As NBC News reported, the North Carolina Republican this week circulated a document to his GOP colleagues during a closed-door meeting “outlining how the Medicaid provisions in their sweeping domestic policy bill could hurt states, particularly red ones.” Tillis’ concerns are rooted in reality: His party’s proposed reconciliation package intends to impose brutal cuts to the Medicaid program, and GOP strongholds are among the states poised to suffer most.
At the same intraparty meeting, according to Punchbowl News, Sen. Mitch McConnell of Kentucky, the former Republican leader, gave a short speech saying “failure is not an option” on the bill, before reportedly adding, “I know a lot of us are hearing from people back home about Medicaid. But they’ll get over it.”
As NOTUS reported soon after, Democrats wasted no time in pouncing on the apparent rhetoric.

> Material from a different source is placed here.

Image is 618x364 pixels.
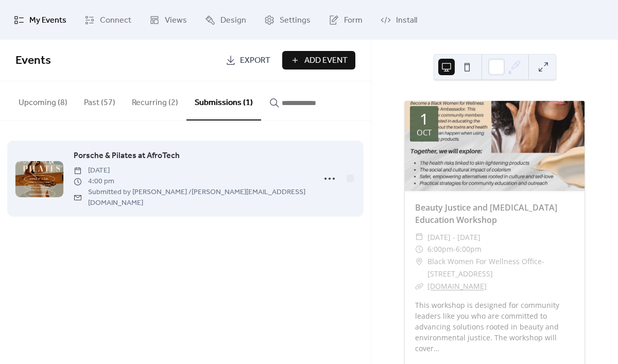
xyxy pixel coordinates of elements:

‘That’s apparently the closing message from Senate Republicans before they vote to take away health care from millions of Americans — all to pay for tax cuts for billionaires. Unbelievable,’ Sen. Chris Van Hollen wrote on X. ‘These Medicaid cuts will kick 16 million Americans off their health care, close rural hospitals—forcing people to drive hours just to see their doctor—and gut funding for long term care for our seniors. No Sen McConnell, our people will not ‘get over it,’’ Kentucky Gov. Andy Beshear wrote.
There’s no recording of McConnell’s comment at the meeting, so it’s impossible to get a sense of the context, but the Kentucky Republican’s office hasn’t denied that he said it. Rather, a McConnell spokesperson told Punchbowl that the senator “was speaking about the people who are abusing Medicaid — the able-bodied Americans who should be working.”
Or put another way, the party is cutting Medicaid, despite protestations to the contrary, and the Americans who will lose their health security are just freeloaders who’ll simply “get over it.”
These developments come roughly a month after Sen. Joni Ernst tried to defend her party’s far-right bill after one of her constituents said that people would die as a result of GOP health care cuts. It was at that point when the Iowa Republican said, “Well, we are all going to die” — a line she proceeded to defend as her comment generated a national controversy.
The parallels were not lost on Democrats.
“‘They’ll get over it’ ‘We are all going to die,’” Sen. Ruben Gallego wrote online. “Republicans don’t care if you die as long as they get their billionaire tax cuts.”
McConnell, it’s worth emphasizing, has said he’ll retire next year after a lengthy career on Capitol Hill, which means he need not worry about facing a backlash from voters. Tillis, however, will be on the 2026 ballot, as will some of his Republican colleagues, as well as every member of the GOP-led House.
If these lawmakers work from the assumption that the American public will “get over” health care cuts to fund tax breaks for the wealthy, they are taking an enormous risk with their own careers, among other things.